Access Type

Open Access Thesis

Date of Award

January 2018

Degree Type

Thesis

Degree Name

M.A.

Department

Political Science

First Advisor

Michael Goldfield

Abstract

In this thesis, I develop a theoretical frame through which the perpetuation of racial inequality in the United States can be fruitfully interpreted. This reconceptualization is necessary, I argue, because the now dominant paradigm of so-called “structural racism” is methodologically untenable. I contend that the seminal theoretical and empirical accounts within the paradigm do not provide compelling or methodologically sound explanations for the perpetuation of racial inequality, often (and disturbingly) ignoring the historical record of race relations in the US. Specifically, I show that these accounts rely on the dubious causal mechanisms of structural inertia or ideological racism. Where these pitfalls are avoided or otherwise acknowledged, the paradigm is still insufficient in explaining the persistence of racial inequality because it either consciously or unconsciously avoids contextualizing the current regime of racial inequality within the larger historical role of race in American history. I attempt to remedy these issues by locating the causal impetus of racialized social structures in the class relations of the US. I argue that, broadly speaking, workers pursue their interests collectively in one of two ways: through race and gender inclusive, class-based organizations, or through exclusionary race and gender-based organizations. To combat the possibility or reality of the former, employers and the state—separately and in conjunction—have historically incentivized and encouraged the latter to avoid potential shifts in the balance of class power. I model this relationship using what Erik Olin Wright (2000) has described as a “positive class compromise.” White supremacy, then, in its various iterations and guises, is one of the primary processes through which the inherently antagonistic class relations of American capitalism are hegemonized.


*Required work*.
The data is to be repeated exactly, with the images removed.

━━━ Provided information ━━━

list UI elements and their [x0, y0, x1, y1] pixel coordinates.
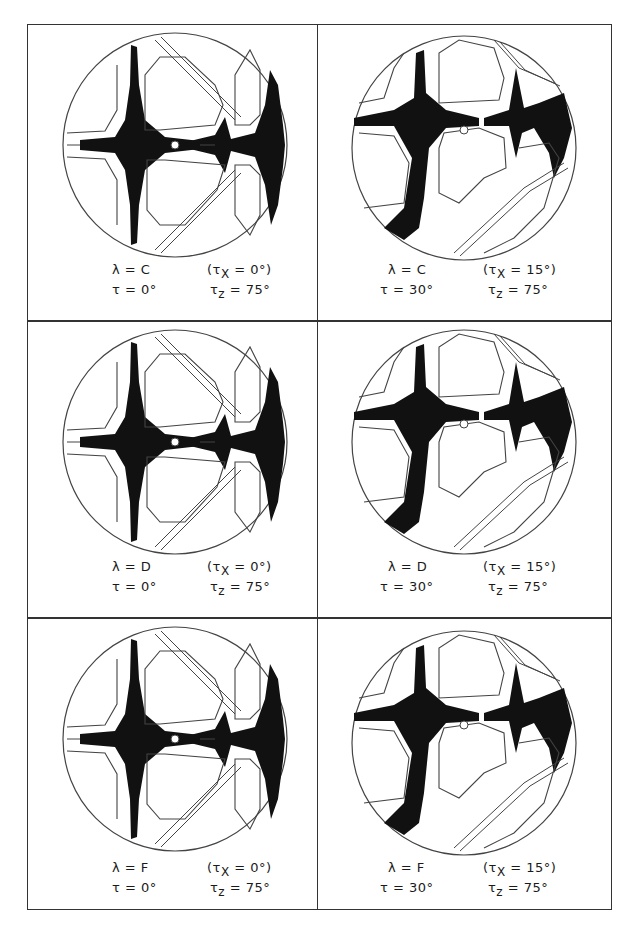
taux-label: (τX = 15°)	[483, 262, 556, 281]
panel-lambda-f-tau-0: λ = F τ = 0° (τX = 0°) τz = 75°	[27, 618, 317, 910]
tauz-label: τz = 75°	[488, 579, 548, 598]
panel-lambda-f-tau-30: λ = F τ = 30° (τX = 15°) τz = 75°	[318, 618, 608, 910]
tau-label: τ = 30°	[380, 282, 434, 297]
taux-label: (τX = 0°)	[207, 262, 272, 281]
panel-lambda-d-tau-30: λ = D τ = 30° (τX = 15°) τz = 75°	[318, 321, 608, 617]
lambda-label: λ = C	[112, 262, 150, 277]
lambda-label: λ = F	[112, 860, 149, 875]
stereogram-plot	[27, 24, 317, 264]
taux-label: (τX = 15°)	[483, 559, 556, 578]
tauz-label: τz = 75°	[488, 282, 548, 301]
tau-label: τ = 0°	[112, 282, 157, 297]
lambda-label: λ = D	[388, 559, 427, 574]
stereogram-plot	[27, 321, 317, 561]
stereogram-plot	[318, 24, 608, 264]
tauz-label: τz = 75°	[488, 880, 548, 899]
tauz-label: τz = 75°	[210, 282, 270, 301]
tau-label: τ = 30°	[380, 579, 434, 594]
tau-label: τ = 0°	[112, 880, 157, 895]
taux-label: (τX = 15°)	[483, 860, 556, 879]
taux-label: (τX = 0°)	[207, 559, 272, 578]
panel-lambda-d-tau-0: λ = D τ = 0° (τX = 0°) τz = 75°	[27, 321, 317, 617]
lambda-label: λ = D	[112, 559, 151, 574]
tauz-label: τz = 75°	[210, 579, 270, 598]
panel-lambda-c-tau-0: λ = C τ = 0° (τX = 0°) τz = 75°	[27, 24, 317, 320]
stereogram-plot	[318, 618, 608, 868]
lambda-label: λ = C	[388, 262, 426, 277]
stereogram-plot	[318, 321, 608, 561]
lambda-label: λ = F	[388, 860, 425, 875]
stereogram-plot	[27, 618, 317, 868]
panel-lambda-c-tau-30: λ = C τ = 30° (τX = 15°) τz = 75°	[318, 24, 608, 320]
tauz-label: τz = 75°	[210, 880, 270, 899]
tau-label: τ = 30°	[380, 880, 434, 895]
taux-label: (τX = 0°)	[207, 860, 272, 879]
tau-label: τ = 0°	[112, 579, 157, 594]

━━━

*Result for this task*.
list UI elements and their [x0, y0, x1, y1] pixel coordinates.
taux-label: (τX = 15°)	[483, 262, 556, 281]
panel-lambda-f-tau-0: λ = F τ = 0° (τX = 0°) τz = 75°	[27, 618, 317, 910]
tauz-label: τz = 75°	[488, 579, 548, 598]
panel-lambda-f-tau-30: λ = F τ = 30° (τX = 15°) τz = 75°	[318, 618, 608, 910]
tau-label: τ = 30°	[380, 282, 434, 297]
taux-label: (τX = 0°)	[207, 262, 272, 281]
panel-lambda-d-tau-30: λ = D τ = 30° (τX = 15°) τz = 75°	[318, 321, 608, 617]
lambda-label: λ = C	[112, 262, 150, 277]
lambda-label: λ = F	[112, 860, 149, 875]
stereogram-plot	[27, 24, 317, 264]
taux-label: (τX = 15°)	[483, 559, 556, 578]
tauz-label: τz = 75°	[488, 282, 548, 301]
tau-label: τ = 0°	[112, 282, 157, 297]
lambda-label: λ = D	[388, 559, 427, 574]
stereogram-plot	[27, 321, 317, 561]
stereogram-plot	[318, 24, 608, 264]
tauz-label: τz = 75°	[488, 880, 548, 899]
tauz-label: τz = 75°	[210, 282, 270, 301]
tau-label: τ = 30°	[380, 579, 434, 594]
tau-label: τ = 0°	[112, 880, 157, 895]
taux-label: (τX = 15°)	[483, 860, 556, 879]
taux-label: (τX = 0°)	[207, 559, 272, 578]
panel-lambda-d-tau-0: λ = D τ = 0° (τX = 0°) τz = 75°	[27, 321, 317, 617]
lambda-label: λ = D	[112, 559, 151, 574]
tauz-label: τz = 75°	[210, 579, 270, 598]
panel-lambda-c-tau-0: λ = C τ = 0° (τX = 0°) τz = 75°	[27, 24, 317, 320]
stereogram-plot	[318, 618, 608, 868]
lambda-label: λ = C	[388, 262, 426, 277]
stereogram-plot	[318, 321, 608, 561]
lambda-label: λ = F	[388, 860, 425, 875]
stereogram-plot	[27, 618, 317, 868]
panel-lambda-c-tau-30: λ = C τ = 30° (τX = 15°) τz = 75°	[318, 24, 608, 320]
tauz-label: τz = 75°	[210, 880, 270, 899]
tau-label: τ = 30°	[380, 880, 434, 895]
taux-label: (τX = 0°)	[207, 860, 272, 879]
tau-label: τ = 0°	[112, 579, 157, 594]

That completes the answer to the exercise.